Your task: Pictures aside, each entry has to be returned exactly as it stands.

*** Records supplied Section Begins ***

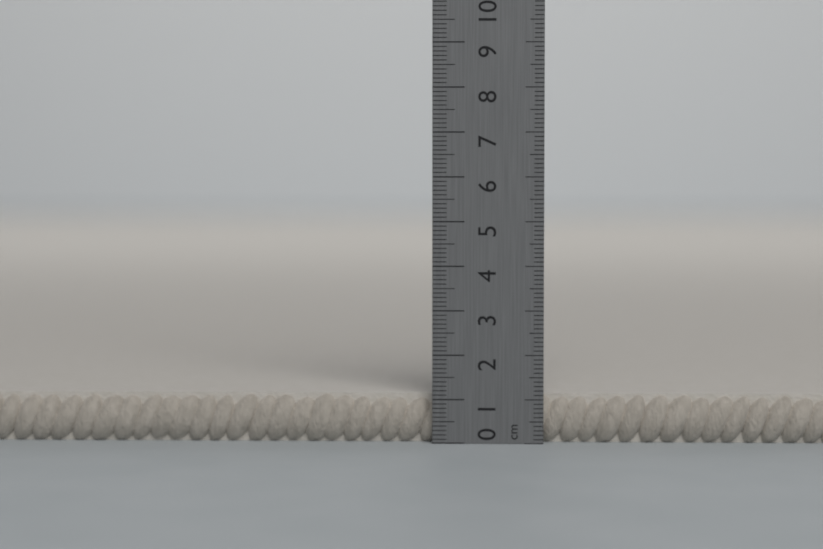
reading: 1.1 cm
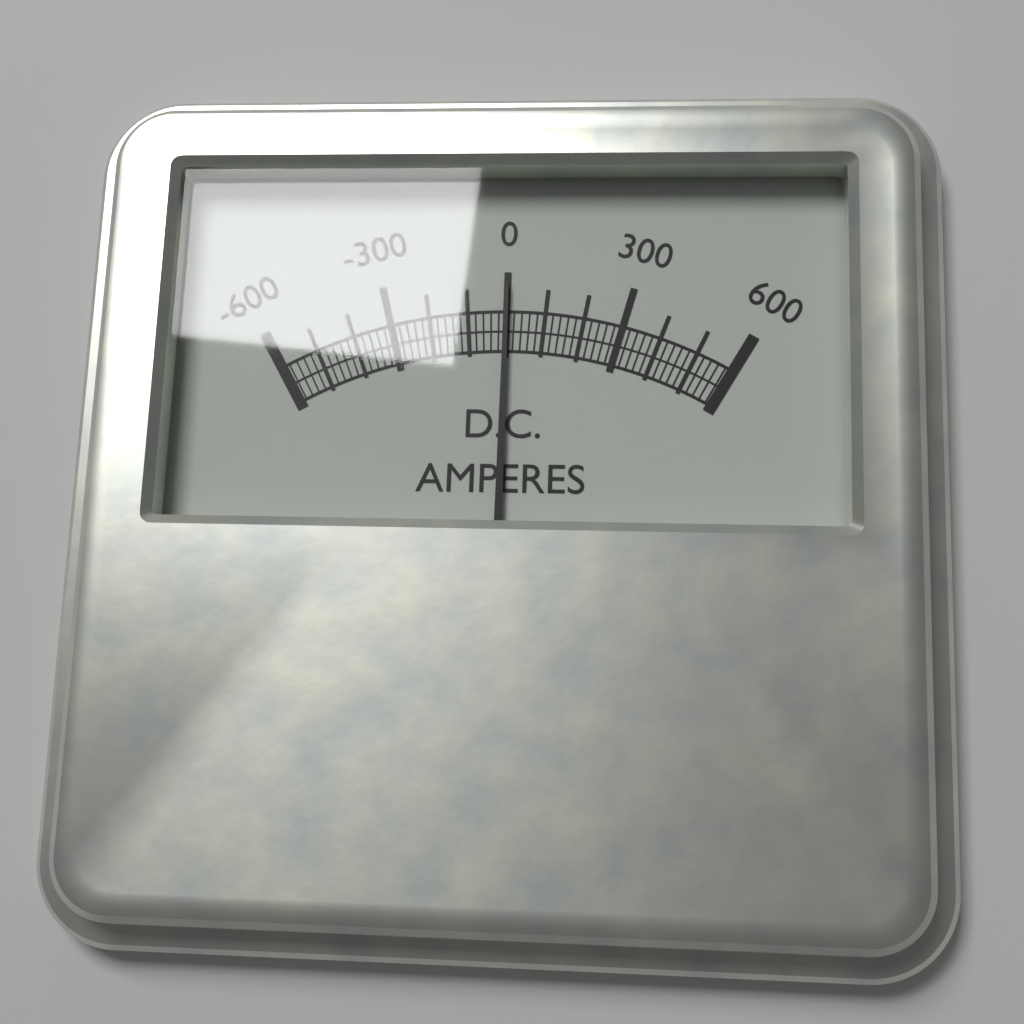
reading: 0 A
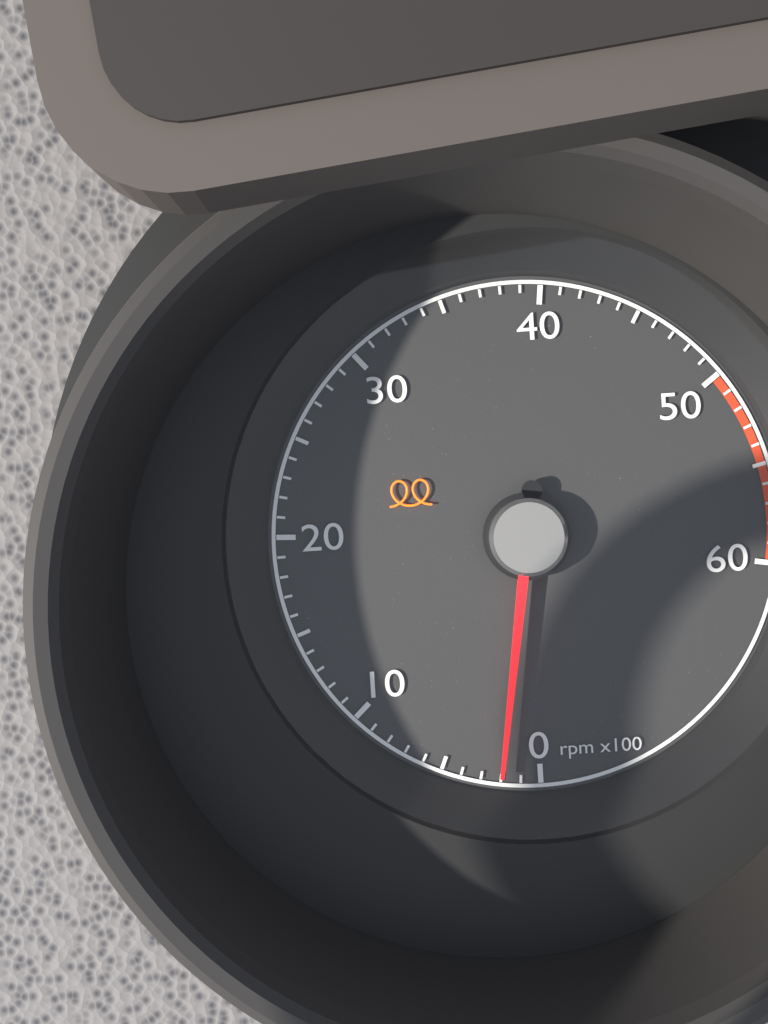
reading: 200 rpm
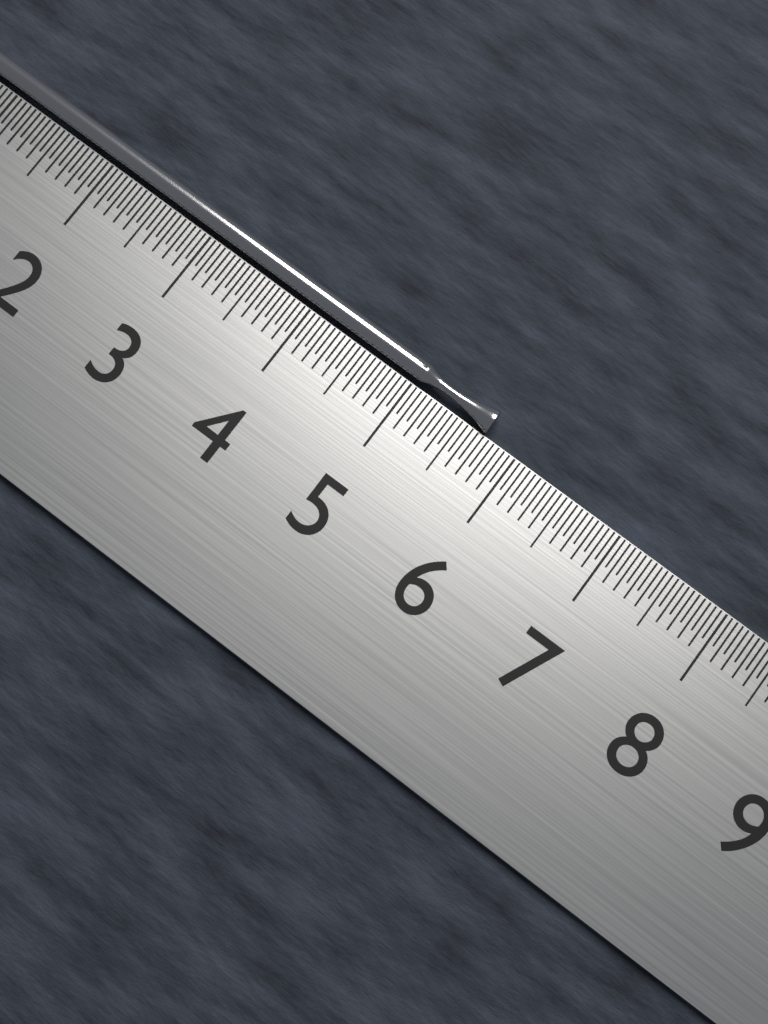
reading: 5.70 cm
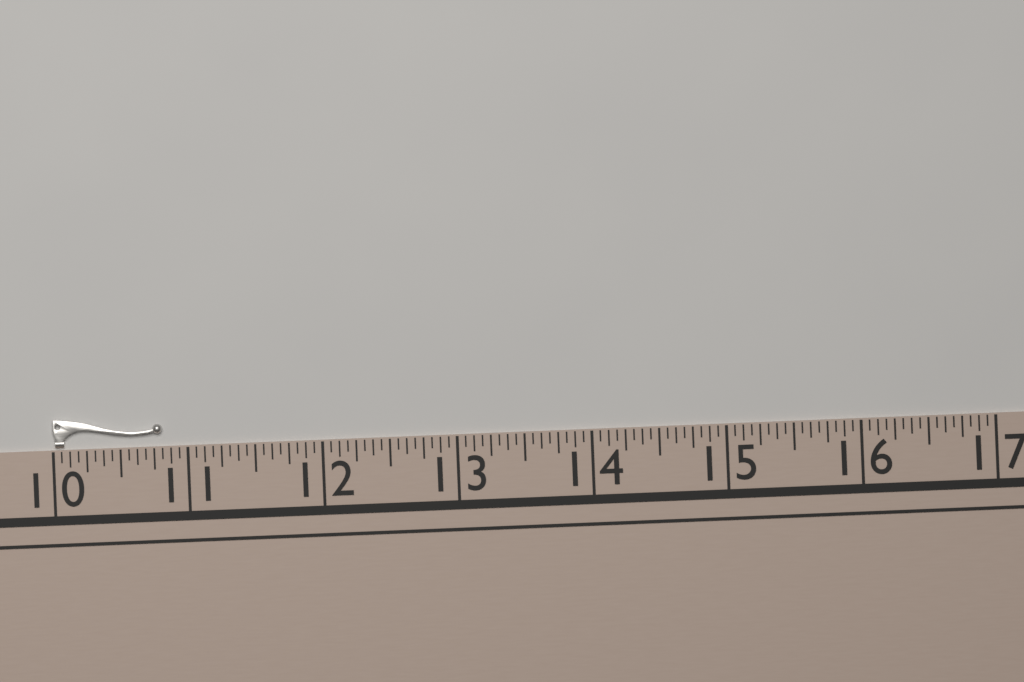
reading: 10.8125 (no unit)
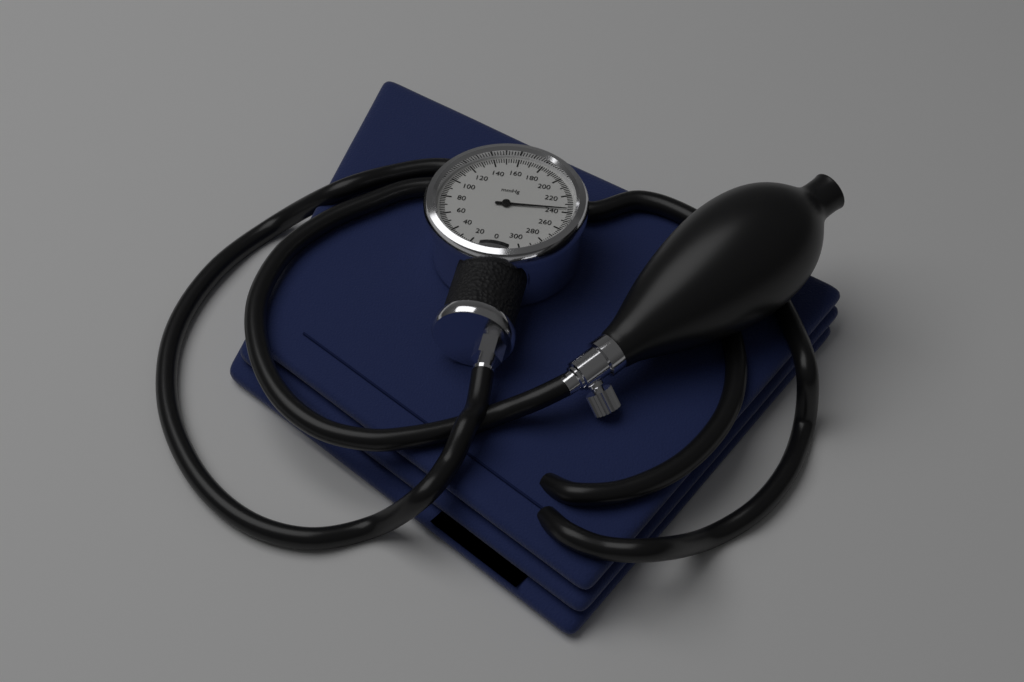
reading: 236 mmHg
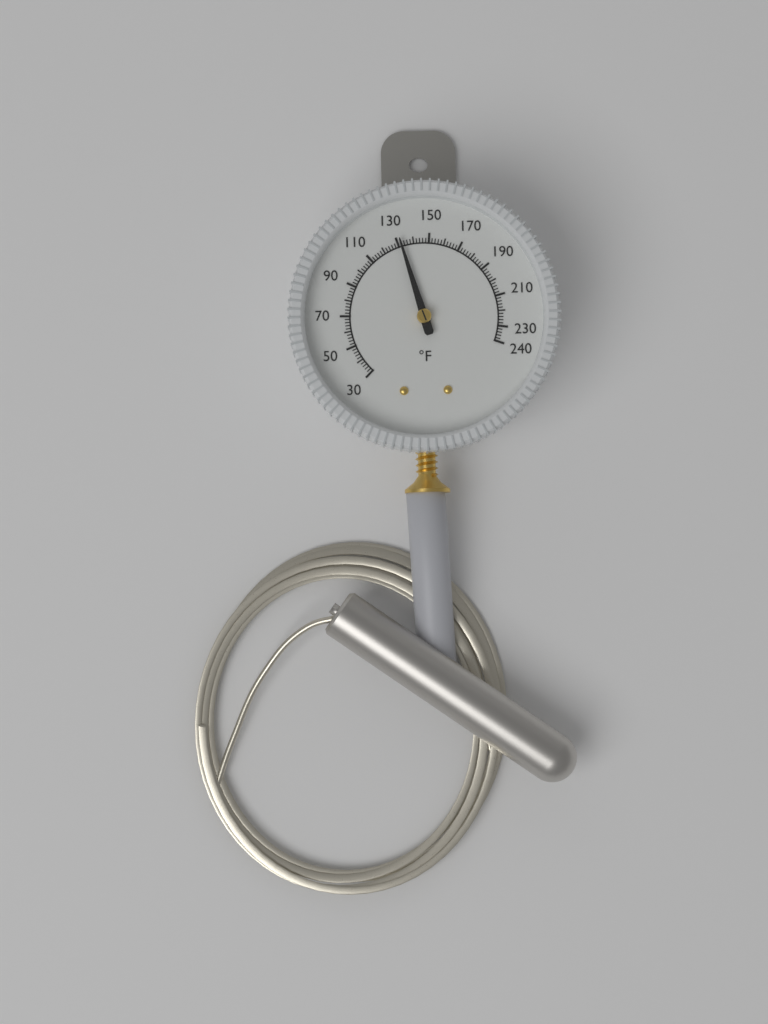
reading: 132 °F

*** Records supplied Section Ends ***

Exercise result:
reading: 1.1 cm
reading: 0 A
reading: 200 rpm
reading: 5.70 cm
reading: 10.8125 (no unit)
reading: 236 mmHg
reading: 132 °F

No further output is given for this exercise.